Since you didn't know about this I'm going to assume that a lot of your problems were related to 'dependencies', which are stuff that needs to be installed in order to have the program actually work; when you dl a source port on Windows and it has SDL2.dll in the zip file, that's a dependency (Linux uses 'package managers' like apt so you only need to install the dependency once, while Windows programs usually include everything with them). When you compile stuff, whatever you're compiling will generally check if you have the dependencies installed and error out if you don't.

Edited by dmdr

Share this post


Link to post
18 hours ago, dmdr said:

never do this unless you have to though!

I find this kind of warning amusing because I've been a Puppy Linux user for years, and it runs everything as root by default, and while you can configure another, non-root user, that's highly advised against by the distro maintainers. I mean, Puppy is very much an oddball distro, but still.

 

My point is, even though root gives you a lot more power to completely break your system, most of the time running everything as root is actually not that bad. Not if you understand your system, at least.

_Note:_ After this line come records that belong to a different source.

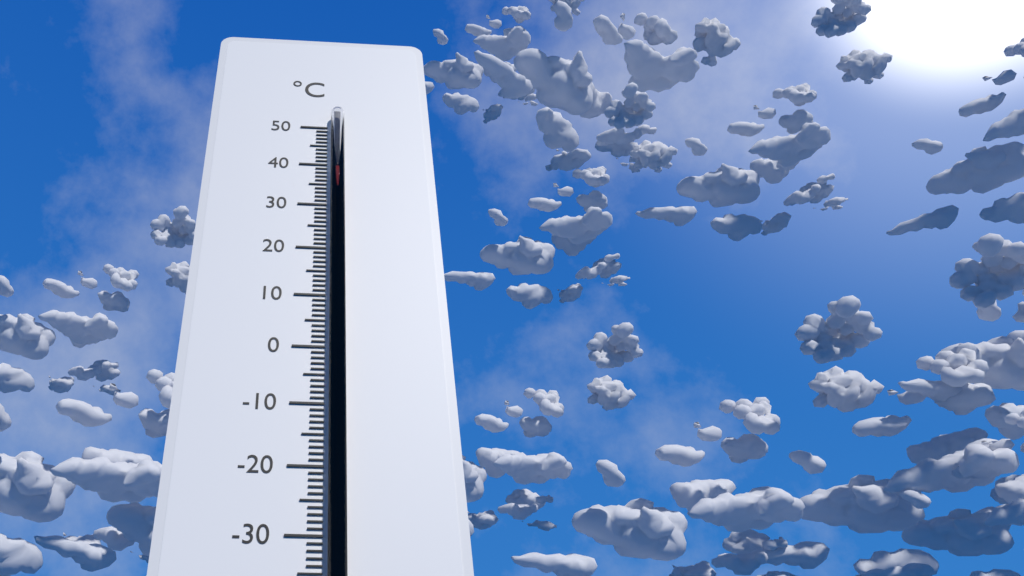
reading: 38 °C
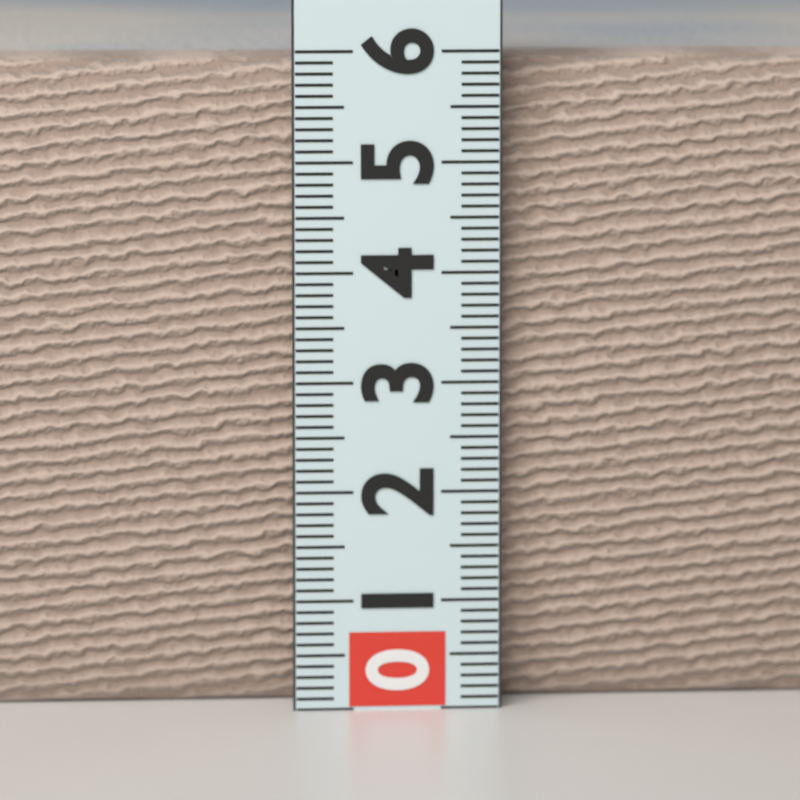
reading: 5.9 (no unit)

Root isn't dangerous, it has the potential to be, but isn't inherently dangerous.

Share this post


Link to post
16 hours ago, QuotePilgrim said:

I mean, Puppy is very much an oddball distro

 

yes

Share this post


Link to post
On 1/11/2022 at 10:24 PM, Maribo said:

I really don't know why you silently edited the terminal output screenshots into the OP (and also didn't crop them properly so they don't have a shitload of transparent space around them) instead of posting them in a new reply, man, but anyway:

sudo apt install eureka

This will run apt install as root. If this doesn't work, please post the error output instead of just saying "i tried it and it didn't work"

OK but how do i run it?

Share this post


Link to post
22 minutes ago, ABirbWithGuns said:

Oh.

At the behest of stating the blatantly obvious, is it in the menu now?

 

Before you say ''It is'' or ''It isn't, it didn't work'', describe the steps you did that lead to it working/not working.

Share this post


Link to post

I regularly compile and use Eureka on my Linux (and BSD/Unix/Illumos) systems without any issues.  If you follow the readme, have all the dependencies required then it goes through without issues.  However, you're using a pi (arm).  Eureka shouldn't have any issues though.

Share this post


Link to post

Create an account or sign in to comment

You need to be a member in order to leave a comment

Create an account

Sign up for a new account in our community. It's easy!

Register a new account

Sign in

Already have an account? Sign in here.